"Flag of Hate" (1986) Album Description:
"Flag of Hate" is the sort of record that improves the moment you stop asking it to be more than it is. Not an LP. Not a grand career thesis. A German 12-inch EP, three tracks, a black flag on the sleeve, and a band from Essen sounding like the room was too small for the noise they wanted to make. Early Kreator had not yet learned elegance, which is fortunate, because elegance would have ruined this thing stone dead.
The interesting part sits just under the obvious surface. Everybody remembers the title, most people remember the sleeve, and plenty of them still muddle this release with later pairings and reissues that tidy the story up far too neatly. Open the rest and the better picture starts to emerge: why this little brute mattered in 1986, why the trio line-up gives it a different kind of tension, and why Side B keeps pulling collectors back like a bad habit.
West Germany in 1986 was not exactly short on metal, but the German thrash end of it still felt less polished, less market-trained, and more willing to sound ugly on purpose than the American names already running ahead of the pack. Essen and the wider Ruhr belt gave bands like Kreator and Sodom a harsher backdrop than the usual fantasy-paperback metal wallpaper, and you can hear that pressure in the playing. Not sophistication. Pressure. Different animal.
Set this beside Sodom, Destruction, Tankard, maybe even early Helloween if you want to hear the local split happening in real time. Sodom were filthier, more diseased around the edges. Destruction had a wirier, more cutting snap. Tankard still carried a beer-soaked loutishness even when they hit hard. Helloween were already steering speed metal toward something tighter and shinier. Kreator, on this EP, sound like the least interested in being pleasant company. That is a compliment.
The music itself comes in with very little ceremony. Riffs slash rather than roll, the tempo feels shoved forward by the shoulders, and the whole record carries that lean Teutonic Metal bite where the guitars sound dry, mean, and impatient instead of full and heroic. "Flag of Hate" still has that blunt, rallying-cry nastiness from the earlier days, but "Take Their Lives" digs in harder, and "Awakening of the Gods" is the track that changes this from a useful document into something collectors keep checking twice.
That last song matters because it gives the record its own shadow. Strip it away and the EP still works. Leave it in, and the whole thing becomes more peculiar, more desirable, less easy to fold into a neat beginner's timeline. This is one of those cases where the collector reflex is not fetishism for its own sake. The track changes the feel of the object. Funny how often the small details do the real heavy lifting while bigger records posture for attention.
Line-up matters here too. This is still the hard early trio that came out of the Tormentor years: Mille Petrozza on vocals and guitar, Rob Fioretti on bass, Jürgen "Ventor" Reil on drums and vocals. No extra layers to hide behind. Mille gives the EP its forward bite, those clipped riffs and barked lines that never sound ornamental. Ventor drives it with that bad-tempered shove only early thrash drummers seem to understand, while Rob keeps the bottom from collapsing into pure treble violence. Crude? A bit. Effective? Completely.
Harris Johns was exactly the right man to have in the room for this kind of material, and Musiclab in Berlin was not in the business of making anything sound cuddly. The production does not prettify the band, thank God. It catches the concrete scrape, the dry snarl, the sense that the songs are being forced into shape in real time. Plenty of metal pages talk about production as if it were alchemy. Usually it is just somebody either helping the band sound more like themselves or getting in the way. Here he helped.
No grand controversy hangs over this release, and that is probably why people invent the wrong story around it. The real misconception is simpler and duller: calling it an LP, or treating it as if it only exists as an appendix to later "Pleasure to Kill" combinations. That misses the point. "Flag of Hate" is a small stand-alone shock unit from a band still tightening the screws on its own identity, before later line-up changes and broader ambitions altered the frame.
Best way into it is still the old way. Sleeve on the desk, coffee cooling somewhere it should not be, one eye on the catalogue number before the stylus drops. The black label, the old Noise branding, the three-song layout, the feeling that nothing here has been padded for comfort. That is what survives. Not prestige. Not mythology. Just a nasty little Teutonic Metal record that still sounds like it would rather start a fight than explain itself.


EXERCISE REQUIREMENTS →
The required result is each line of the entries below containing the string "name".

(INPUT DATA begins)

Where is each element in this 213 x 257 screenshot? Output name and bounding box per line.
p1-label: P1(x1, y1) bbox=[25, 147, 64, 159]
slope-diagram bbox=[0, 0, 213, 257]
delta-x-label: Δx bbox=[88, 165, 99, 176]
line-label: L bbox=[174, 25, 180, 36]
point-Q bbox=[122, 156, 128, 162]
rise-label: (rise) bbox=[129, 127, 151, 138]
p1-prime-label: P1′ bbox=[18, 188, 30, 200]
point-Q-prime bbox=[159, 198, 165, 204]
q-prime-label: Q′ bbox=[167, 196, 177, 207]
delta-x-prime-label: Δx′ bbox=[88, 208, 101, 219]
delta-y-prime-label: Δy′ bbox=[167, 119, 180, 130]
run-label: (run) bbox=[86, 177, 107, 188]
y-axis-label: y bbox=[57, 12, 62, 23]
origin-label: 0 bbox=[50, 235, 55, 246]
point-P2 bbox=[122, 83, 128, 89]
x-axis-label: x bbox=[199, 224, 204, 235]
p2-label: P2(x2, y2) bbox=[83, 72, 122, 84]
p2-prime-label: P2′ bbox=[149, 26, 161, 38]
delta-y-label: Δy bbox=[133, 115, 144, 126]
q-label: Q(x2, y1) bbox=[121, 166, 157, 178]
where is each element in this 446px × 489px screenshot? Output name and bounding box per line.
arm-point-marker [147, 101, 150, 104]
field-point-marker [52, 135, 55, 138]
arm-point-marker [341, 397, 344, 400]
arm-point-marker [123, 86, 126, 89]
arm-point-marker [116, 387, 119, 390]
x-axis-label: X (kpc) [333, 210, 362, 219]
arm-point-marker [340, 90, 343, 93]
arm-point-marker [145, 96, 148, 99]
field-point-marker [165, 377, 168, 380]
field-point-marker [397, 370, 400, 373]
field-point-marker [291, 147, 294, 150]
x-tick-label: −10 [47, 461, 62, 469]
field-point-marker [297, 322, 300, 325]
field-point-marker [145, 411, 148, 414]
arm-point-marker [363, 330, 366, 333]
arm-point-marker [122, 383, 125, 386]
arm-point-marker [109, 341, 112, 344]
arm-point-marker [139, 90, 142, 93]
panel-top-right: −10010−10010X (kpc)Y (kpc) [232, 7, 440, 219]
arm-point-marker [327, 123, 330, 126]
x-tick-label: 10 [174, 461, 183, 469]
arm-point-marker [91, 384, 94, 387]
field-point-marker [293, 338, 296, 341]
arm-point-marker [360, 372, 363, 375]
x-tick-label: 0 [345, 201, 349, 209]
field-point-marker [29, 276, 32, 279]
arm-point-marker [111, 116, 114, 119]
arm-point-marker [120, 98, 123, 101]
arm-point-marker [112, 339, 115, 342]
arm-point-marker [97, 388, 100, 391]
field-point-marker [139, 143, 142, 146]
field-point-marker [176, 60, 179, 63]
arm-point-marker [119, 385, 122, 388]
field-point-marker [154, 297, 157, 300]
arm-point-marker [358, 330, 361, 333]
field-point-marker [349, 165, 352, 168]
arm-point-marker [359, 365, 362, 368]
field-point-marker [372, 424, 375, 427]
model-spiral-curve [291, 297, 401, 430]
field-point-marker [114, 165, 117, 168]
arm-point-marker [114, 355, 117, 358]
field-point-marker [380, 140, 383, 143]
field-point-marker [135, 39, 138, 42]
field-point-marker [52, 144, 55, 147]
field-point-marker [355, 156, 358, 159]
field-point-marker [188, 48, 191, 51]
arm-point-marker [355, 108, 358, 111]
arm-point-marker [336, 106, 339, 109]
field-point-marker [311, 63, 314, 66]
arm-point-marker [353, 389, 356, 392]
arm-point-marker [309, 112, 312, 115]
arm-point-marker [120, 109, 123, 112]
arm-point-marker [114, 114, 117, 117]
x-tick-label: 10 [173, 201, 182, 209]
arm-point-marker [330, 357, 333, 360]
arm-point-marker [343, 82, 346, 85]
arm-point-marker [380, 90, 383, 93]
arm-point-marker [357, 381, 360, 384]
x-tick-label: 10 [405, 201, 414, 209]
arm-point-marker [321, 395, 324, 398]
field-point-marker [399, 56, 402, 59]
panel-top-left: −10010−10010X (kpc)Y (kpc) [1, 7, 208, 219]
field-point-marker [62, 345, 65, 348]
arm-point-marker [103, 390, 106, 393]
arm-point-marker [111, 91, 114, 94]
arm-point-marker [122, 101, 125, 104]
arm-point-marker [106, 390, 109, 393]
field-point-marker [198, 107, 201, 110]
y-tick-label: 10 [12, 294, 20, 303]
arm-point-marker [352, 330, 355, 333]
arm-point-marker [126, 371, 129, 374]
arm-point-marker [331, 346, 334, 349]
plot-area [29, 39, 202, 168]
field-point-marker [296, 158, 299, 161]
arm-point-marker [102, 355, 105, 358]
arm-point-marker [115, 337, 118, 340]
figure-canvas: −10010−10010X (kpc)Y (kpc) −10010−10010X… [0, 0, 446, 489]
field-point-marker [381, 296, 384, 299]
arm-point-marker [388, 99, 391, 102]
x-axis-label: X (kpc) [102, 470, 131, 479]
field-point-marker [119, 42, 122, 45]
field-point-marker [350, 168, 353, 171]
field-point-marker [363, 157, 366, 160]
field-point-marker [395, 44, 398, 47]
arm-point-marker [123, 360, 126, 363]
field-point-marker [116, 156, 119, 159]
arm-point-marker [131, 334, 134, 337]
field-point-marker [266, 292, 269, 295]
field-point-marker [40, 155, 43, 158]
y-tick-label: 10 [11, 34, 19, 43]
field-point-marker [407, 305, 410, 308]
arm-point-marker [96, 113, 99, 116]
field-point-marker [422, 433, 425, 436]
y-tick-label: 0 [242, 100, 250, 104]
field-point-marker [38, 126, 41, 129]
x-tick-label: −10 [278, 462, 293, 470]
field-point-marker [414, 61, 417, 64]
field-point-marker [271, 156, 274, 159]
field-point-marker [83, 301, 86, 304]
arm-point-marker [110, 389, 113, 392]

(INPUT DATA ends)

YOUR RESPONSE →
Where is each element in this 213 x 257 screenshot? Output name and bounding box per line.
where is each element in this 446px × 489px screenshot? Output name and bounding box per line.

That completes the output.